EasyRider
The easyrider Citycard, (known formally as EasyRider and locally as RealRider), is a contactless smartcard introduced in 2000 in Nottingham, England, for use on Nottingham City Transport Services. It was originally named 'BusCard'. The name EasyRider was first used by NCT in 1981 for a pre-paid, paper-based system that was carried and used with a photo-identity card. In September 2009 the card was relaunched as 'easyrider Citycard'; it merged easyrider and Citycard into one card.[1] Now it offers library rental, free swimming, and discounts to easyrider holders as well.
Background
The Easyrider card is a contactless smartcard. Travellers wave the card past the red readers on Nottingham City Transport buses or hand it to conductors on trams.
Cards
There are eight different kinds of easyrider Citycards; easyrider Citycard Adult, easyrider Citycard Anytime Adult, easyrider Citycard Anytime under 18, easyrider Citycard under 18 and 'eXtra' versions. Easyrider farecard still exists as an electronic purse for services 1 and 100 (this does not include any Citycard benefits).
easyrider Citycard Adult
Green card, can be purchased in blocks from 7 days up to 1 year. Activated for all buses and trams in that period of time. The card carries a photograph of the holder.[2]
easyrider Citycard Anytime Adult
Easyrider Citycard Anytime Adult can be purchased for 3, 5, 10, 20 or 100 days. However, it is activated only on the days it is used and so is useful for those who travel regularly but not on consecutive days.[3]
easyrider Farecard
Like an electronic purse, ordinary tickets can be bought at a reduced price using credit stored on it.
easyrider Citycard under 18
Easyrider Citycard Adult equivalent for under 18s.
easyrider Citycard Anytime under 18
Easyrider Citycard Anytime Adult equivalent for 11-18s.
easyrider Citycard Anytime under 11
Easyrider Citycard Anytime Adult equivalent for under 11s.
Citycard Senior
Allows over 60s to travel free within the county.
Citycard Mobility/Mobility+
Allows the disabled to travel free within the county.
Student Cards
Students of the Nottingham Trent University can also use their university ID cards on Nottingham City Transport and NET, activated in the University at Chaucer Building (City Site) or George Eliot Building (Clifton Campus) at discounted rates. They can also be topped up at the NCT Travel Centre in the usual way.
Students of the University of Nottingham are able to use their University Cards for travel. They can top up their cards in the Student's Union travel centre.
Milestones
- First contactless smartcard in the UK is launched in Nottingham, called BusCard (September 2000)
- BusCard renamed EasyRider City (March 2004)
- Tram services commence, and EasyRider City smartcards are accepted, although conductors are unable to validate them (March 2004)
- EasyRider Child launched (August 2004)
- EasyRider Anytime launched (September 2004)
- EasyRider Child renamed EasyRider <16 (September 2005)
- Tram conductors begin reading cards (September 2005)
- Trent Barton announce contactless smartcard, called 'ToTo' (February 2006)
- Citycard Senior/Mobility/Mobility+ revealed (Mid 2007)
- Trent Barton reveal contactless smartcard, called 'Mango' (Late 2007)
- EasyRider <16 extended to 18 years of age, now called EasyRider <18 (March 2008)
- EasyRider Anytime <18 launched (August 2008)
- easyrider Citycard family launched (September 2009)
Competition
In late 2007, Trent Barton, a neighbouring bus operator in Greater Nottingham, revealed their contactless smartcard system, Mango.
See also
References
- ↑ City travel and leisure cards merge, retrieved 27 August 2012.
- ↑ Easyrider Citycard Adult, retrieved 27 August 2012.
- ↑ Easyrider Citycard Anytime Adult, retrieved 27 August 2012.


=== Exercise directions ===
When a line below contains the string "curve", show that line.

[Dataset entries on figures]
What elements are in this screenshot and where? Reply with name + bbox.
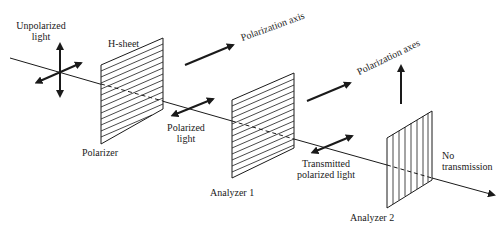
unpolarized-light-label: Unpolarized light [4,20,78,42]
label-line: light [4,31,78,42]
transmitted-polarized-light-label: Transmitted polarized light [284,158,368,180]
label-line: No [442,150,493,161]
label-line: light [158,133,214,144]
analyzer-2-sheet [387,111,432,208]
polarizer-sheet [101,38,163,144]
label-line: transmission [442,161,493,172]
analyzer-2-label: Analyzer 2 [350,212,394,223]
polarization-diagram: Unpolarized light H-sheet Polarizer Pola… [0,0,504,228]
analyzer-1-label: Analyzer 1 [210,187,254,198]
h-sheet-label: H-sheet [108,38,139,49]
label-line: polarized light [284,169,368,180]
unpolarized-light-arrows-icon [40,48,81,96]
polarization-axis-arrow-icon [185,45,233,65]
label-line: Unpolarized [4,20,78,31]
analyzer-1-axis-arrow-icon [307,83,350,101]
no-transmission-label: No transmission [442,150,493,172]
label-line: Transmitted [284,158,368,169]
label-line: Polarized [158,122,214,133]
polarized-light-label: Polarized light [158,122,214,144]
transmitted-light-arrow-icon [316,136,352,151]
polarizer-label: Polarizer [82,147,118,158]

==

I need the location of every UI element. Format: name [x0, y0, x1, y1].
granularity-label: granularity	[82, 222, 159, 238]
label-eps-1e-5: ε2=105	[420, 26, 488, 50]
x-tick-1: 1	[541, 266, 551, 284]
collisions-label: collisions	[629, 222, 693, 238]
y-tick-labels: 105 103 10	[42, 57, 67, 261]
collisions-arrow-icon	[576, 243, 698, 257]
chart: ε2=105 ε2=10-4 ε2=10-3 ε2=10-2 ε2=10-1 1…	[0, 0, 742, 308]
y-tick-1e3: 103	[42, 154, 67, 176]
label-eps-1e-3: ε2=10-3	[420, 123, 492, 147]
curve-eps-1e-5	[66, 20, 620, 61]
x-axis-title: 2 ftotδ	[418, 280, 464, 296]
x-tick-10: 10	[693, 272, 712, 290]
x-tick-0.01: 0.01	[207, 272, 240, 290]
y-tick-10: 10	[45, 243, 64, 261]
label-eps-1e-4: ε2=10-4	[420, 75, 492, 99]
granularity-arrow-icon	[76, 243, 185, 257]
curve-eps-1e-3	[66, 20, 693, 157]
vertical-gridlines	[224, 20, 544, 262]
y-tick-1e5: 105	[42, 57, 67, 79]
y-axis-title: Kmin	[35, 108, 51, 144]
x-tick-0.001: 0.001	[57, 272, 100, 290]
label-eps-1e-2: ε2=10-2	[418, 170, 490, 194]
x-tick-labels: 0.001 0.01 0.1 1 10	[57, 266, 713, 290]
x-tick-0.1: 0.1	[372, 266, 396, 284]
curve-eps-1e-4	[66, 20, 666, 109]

=== Completed exercise ===
curve-eps-1e-5	[66, 20, 620, 61]
curve-eps-1e-3	[66, 20, 693, 157]
curve-eps-1e-4	[66, 20, 666, 109]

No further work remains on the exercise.